##### RECORDS SHOWN
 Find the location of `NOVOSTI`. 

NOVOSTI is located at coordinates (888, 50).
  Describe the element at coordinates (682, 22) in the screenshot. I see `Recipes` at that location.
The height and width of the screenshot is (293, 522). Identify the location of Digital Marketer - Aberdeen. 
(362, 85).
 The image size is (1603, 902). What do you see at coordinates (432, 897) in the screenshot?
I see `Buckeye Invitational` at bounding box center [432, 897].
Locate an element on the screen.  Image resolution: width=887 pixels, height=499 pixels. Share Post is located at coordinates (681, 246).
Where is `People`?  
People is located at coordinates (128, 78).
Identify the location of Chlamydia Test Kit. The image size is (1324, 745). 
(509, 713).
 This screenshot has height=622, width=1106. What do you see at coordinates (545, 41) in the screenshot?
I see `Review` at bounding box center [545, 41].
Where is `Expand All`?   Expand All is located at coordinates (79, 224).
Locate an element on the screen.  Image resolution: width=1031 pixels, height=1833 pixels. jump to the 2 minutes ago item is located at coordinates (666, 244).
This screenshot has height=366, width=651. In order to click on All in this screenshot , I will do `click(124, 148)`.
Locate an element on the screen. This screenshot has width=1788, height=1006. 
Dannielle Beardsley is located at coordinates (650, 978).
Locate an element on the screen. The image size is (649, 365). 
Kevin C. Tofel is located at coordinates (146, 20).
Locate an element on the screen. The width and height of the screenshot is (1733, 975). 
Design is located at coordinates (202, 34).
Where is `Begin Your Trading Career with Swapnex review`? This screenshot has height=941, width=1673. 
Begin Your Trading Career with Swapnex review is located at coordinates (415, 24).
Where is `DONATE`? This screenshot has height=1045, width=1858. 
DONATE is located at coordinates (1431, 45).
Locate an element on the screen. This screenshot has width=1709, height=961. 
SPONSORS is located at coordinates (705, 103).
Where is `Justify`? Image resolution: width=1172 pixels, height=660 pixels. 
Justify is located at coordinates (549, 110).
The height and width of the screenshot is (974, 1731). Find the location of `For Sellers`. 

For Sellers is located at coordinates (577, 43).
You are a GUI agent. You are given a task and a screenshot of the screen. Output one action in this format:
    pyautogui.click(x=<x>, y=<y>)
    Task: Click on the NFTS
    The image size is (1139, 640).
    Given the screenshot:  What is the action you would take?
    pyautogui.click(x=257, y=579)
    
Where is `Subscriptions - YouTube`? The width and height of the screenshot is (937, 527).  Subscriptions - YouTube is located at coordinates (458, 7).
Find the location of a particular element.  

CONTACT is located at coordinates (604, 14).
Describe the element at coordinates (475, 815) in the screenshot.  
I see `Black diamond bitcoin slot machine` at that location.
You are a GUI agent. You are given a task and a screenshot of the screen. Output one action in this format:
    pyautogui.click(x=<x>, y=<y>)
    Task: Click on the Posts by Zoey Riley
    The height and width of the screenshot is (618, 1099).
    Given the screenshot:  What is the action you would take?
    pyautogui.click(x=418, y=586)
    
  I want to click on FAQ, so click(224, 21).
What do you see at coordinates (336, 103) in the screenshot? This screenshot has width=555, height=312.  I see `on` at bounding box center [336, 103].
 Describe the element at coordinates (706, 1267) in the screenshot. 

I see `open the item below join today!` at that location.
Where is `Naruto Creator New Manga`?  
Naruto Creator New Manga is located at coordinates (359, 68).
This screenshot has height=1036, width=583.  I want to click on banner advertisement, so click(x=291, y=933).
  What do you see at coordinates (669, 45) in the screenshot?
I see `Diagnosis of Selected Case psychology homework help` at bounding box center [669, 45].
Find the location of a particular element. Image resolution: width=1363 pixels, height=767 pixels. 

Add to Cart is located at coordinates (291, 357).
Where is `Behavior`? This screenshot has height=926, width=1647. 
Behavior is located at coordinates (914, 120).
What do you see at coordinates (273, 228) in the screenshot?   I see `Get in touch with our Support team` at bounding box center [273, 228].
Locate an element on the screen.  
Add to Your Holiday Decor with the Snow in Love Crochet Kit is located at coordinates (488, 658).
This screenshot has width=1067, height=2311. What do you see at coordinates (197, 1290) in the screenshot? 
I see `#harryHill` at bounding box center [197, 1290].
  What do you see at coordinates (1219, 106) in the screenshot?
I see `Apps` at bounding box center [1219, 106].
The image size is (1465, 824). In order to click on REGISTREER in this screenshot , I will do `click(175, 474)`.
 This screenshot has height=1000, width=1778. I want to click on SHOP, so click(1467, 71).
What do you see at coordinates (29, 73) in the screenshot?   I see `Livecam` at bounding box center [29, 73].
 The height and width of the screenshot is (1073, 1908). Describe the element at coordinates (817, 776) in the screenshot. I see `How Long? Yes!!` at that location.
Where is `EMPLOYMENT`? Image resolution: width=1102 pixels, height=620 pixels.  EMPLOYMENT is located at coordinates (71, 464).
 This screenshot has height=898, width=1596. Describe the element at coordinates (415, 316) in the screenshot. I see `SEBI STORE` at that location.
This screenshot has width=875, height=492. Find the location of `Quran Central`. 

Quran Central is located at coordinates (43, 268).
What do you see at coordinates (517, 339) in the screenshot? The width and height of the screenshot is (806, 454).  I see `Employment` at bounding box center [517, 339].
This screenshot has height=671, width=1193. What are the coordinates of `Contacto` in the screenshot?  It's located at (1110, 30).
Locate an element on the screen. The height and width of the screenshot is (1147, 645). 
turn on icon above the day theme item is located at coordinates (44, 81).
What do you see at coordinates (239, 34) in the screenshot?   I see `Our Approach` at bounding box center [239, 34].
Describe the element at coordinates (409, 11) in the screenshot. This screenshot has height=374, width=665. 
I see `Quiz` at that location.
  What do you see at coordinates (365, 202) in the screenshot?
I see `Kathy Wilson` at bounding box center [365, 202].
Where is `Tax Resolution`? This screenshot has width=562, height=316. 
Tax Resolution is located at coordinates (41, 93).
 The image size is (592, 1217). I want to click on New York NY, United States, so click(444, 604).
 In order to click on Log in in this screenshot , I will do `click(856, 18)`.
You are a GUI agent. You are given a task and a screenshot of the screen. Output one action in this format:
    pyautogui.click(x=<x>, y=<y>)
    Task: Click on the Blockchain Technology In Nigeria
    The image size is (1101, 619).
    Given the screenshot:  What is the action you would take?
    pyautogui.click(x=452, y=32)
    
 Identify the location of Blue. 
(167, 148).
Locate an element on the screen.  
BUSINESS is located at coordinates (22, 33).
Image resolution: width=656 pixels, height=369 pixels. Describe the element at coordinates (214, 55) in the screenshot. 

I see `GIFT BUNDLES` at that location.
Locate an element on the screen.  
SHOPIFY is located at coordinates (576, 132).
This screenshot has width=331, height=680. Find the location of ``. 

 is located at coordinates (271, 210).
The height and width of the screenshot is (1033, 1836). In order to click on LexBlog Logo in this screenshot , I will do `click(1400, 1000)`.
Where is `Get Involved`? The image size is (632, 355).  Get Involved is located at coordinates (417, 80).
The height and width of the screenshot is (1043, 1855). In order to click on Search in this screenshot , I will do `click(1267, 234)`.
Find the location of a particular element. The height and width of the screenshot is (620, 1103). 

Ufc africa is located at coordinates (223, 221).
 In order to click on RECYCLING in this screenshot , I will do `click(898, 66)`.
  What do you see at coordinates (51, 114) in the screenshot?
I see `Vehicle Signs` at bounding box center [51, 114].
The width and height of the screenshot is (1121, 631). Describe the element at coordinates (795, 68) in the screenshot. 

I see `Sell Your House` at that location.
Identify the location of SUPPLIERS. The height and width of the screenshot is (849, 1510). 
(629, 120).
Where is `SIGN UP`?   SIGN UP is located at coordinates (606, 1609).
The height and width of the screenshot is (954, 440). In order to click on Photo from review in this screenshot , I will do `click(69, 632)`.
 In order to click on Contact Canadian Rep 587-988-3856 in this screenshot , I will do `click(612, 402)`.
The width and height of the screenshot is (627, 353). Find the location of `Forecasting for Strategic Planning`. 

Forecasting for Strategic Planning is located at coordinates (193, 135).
##########
## YOUR INSTRUCTIONS
For this exercise, please copy exactly the lines of the material above from its first line through the line where "This screenshot has height=366, width=651." appears.

## TASK RESULT
 Find the location of `NOVOSTI`. 

NOVOSTI is located at coordinates (888, 50).
  Describe the element at coordinates (682, 22) in the screenshot. I see `Recipes` at that location.
The height and width of the screenshot is (293, 522). Identify the location of Digital Marketer - Aberdeen. 
(362, 85).
 The image size is (1603, 902). What do you see at coordinates (432, 897) in the screenshot?
I see `Buckeye Invitational` at bounding box center [432, 897].
Locate an element on the screen.  Image resolution: width=887 pixels, height=499 pixels. Share Post is located at coordinates (681, 246).
Where is `People`?  
People is located at coordinates (128, 78).
Identify the location of Chlamydia Test Kit. The image size is (1324, 745). 
(509, 713).
 This screenshot has height=622, width=1106. What do you see at coordinates (545, 41) in the screenshot?
I see `Review` at bounding box center [545, 41].
Where is `Expand All`?   Expand All is located at coordinates (79, 224).
Locate an element on the screen.  Image resolution: width=1031 pixels, height=1833 pixels. jump to the 2 minutes ago item is located at coordinates (666, 244).
This screenshot has height=366, width=651. In order to click on All in this screenshot , I will do `click(124, 148)`.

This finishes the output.